Amit Chaudhuri: A Strange and Sublime Address
Knowing nothing of what to expect, I was delighted by Amit Chaudhuri’s debut novel from 1991, A Strange and Sublime Address.
Knowing nothing of what to expect, I was delighted by Amit Chaudhuri’s debut novel from 1991, A Strange and Sublime Address.
One of my favorite reading projects is Kim McNeil’s NYRB Women project. The latest book we read was Eileen Chang’s collection of short stories Love in a Fallen City.
MacDonald Harris’s 1964 novel Mortal Leap is back in print for the first time since . . . well, 1964, thanks to the great series Recovered Books from Boiler House Press. It’s certainly worth your time!
It’s high time to move on to Alice Munro’s 2006 collection The View from Castle Rock. Here is the post that will eventually contain all of the links!
Pat Barker’s The Women of Troy follows up her 2017 novel The Silence of the Girls. They are both brilliant!
I’ve always known I should read something by Barbara Pym. I felt she’d be a favorite. Now, having read her second novel, Excellent Women, I’m thrilled to say that somehow I was right!
We have a new Aira book! His 2010 novella The Divorce, translated by Chris Andrews, has just been published in English by New Directions.
Jack Spicer’s After Lorca is a wonderful collection of poetry, poetry in translation, and poetry theory. I loved it!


#### [Task instructions]
Check each line of the records below and collect those holding "Image".

[Data for analysis Boundary: Start]

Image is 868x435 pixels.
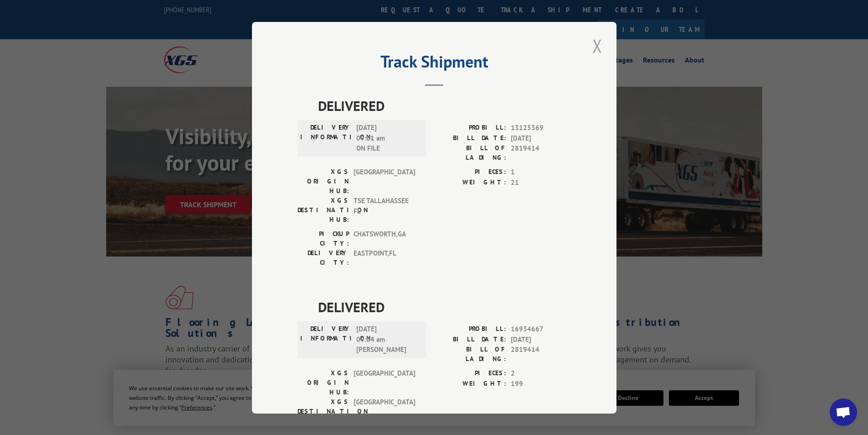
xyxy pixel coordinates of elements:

[Data for analysis Boundary: End]
[Data for analysis Boundary: Start]

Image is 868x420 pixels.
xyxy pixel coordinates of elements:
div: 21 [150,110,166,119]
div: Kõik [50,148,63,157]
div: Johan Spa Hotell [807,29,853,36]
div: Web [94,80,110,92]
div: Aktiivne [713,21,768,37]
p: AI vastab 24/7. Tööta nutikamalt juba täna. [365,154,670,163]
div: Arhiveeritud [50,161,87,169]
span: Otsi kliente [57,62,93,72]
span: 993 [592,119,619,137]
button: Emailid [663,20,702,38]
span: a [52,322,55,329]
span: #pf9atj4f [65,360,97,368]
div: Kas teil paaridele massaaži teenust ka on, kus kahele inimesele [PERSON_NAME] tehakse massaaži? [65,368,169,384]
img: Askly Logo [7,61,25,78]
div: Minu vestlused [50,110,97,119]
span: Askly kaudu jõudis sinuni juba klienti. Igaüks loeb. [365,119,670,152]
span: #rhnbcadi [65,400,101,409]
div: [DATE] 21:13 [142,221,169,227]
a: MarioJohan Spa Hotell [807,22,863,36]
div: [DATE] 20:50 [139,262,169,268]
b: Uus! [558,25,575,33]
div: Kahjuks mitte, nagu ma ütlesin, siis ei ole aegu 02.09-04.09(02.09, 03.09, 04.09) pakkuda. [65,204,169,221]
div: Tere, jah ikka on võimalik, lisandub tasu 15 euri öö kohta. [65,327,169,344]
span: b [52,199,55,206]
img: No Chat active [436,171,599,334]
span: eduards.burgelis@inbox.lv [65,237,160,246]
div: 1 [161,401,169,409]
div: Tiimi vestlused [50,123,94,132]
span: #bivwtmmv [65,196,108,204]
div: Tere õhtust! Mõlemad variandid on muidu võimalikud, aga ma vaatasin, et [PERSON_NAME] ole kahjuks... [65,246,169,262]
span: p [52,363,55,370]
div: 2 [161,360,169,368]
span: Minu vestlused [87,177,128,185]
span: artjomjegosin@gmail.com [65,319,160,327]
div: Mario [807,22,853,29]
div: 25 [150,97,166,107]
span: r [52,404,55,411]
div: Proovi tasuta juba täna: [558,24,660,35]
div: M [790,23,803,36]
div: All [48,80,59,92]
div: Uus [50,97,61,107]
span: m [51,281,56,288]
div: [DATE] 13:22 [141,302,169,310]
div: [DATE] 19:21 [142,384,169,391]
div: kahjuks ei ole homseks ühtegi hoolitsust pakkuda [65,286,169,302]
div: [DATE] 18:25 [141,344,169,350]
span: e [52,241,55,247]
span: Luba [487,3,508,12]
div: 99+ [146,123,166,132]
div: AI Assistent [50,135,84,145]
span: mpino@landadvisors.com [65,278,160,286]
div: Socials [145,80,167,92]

[Data for analysis Boundary: End]
[Data for analysis Boundary: Start]

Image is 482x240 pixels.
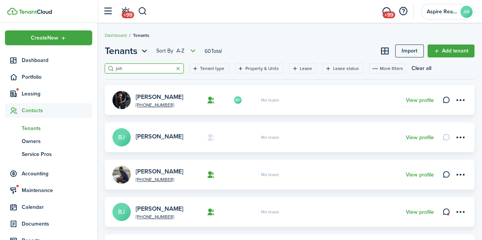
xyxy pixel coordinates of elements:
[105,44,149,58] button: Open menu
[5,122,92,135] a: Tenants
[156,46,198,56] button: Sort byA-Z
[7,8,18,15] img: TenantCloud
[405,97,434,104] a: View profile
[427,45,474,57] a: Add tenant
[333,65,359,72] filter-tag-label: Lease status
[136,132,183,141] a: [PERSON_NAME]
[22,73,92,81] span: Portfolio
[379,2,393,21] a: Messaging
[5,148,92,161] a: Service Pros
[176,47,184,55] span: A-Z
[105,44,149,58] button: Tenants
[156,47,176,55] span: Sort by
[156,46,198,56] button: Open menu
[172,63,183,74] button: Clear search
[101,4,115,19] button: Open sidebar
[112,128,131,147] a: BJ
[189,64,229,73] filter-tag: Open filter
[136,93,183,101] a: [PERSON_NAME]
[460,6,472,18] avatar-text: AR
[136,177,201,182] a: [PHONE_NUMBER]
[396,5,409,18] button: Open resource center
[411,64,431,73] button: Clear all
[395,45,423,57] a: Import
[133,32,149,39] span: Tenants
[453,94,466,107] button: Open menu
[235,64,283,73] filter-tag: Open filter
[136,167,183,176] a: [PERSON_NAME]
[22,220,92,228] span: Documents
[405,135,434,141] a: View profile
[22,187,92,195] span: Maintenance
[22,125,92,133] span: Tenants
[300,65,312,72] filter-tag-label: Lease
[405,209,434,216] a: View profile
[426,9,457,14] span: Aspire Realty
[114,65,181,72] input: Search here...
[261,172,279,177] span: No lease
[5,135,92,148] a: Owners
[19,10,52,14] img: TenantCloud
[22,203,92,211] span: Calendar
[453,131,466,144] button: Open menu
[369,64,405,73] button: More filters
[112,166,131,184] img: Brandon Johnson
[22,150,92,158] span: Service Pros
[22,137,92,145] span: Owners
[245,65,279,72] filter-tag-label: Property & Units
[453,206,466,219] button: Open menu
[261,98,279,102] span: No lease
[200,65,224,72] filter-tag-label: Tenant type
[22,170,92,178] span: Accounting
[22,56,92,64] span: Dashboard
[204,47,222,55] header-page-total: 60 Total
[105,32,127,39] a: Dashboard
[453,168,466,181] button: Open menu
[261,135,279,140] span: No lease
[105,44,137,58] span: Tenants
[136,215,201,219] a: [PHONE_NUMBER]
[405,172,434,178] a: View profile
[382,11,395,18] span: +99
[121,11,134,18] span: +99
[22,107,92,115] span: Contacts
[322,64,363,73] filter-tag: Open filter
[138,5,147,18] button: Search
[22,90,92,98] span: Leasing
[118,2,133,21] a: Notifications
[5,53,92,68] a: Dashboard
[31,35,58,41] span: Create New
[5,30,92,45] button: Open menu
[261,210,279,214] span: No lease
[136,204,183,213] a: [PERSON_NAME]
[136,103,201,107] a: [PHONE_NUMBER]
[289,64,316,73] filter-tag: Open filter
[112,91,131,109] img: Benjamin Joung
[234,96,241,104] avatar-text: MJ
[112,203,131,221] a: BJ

[Data for analysis Boundary: End]

#### [Output for this exercise]
Image is 868x435 pixels.
Image is 868x420 pixels.
Image is 482x240 pixels.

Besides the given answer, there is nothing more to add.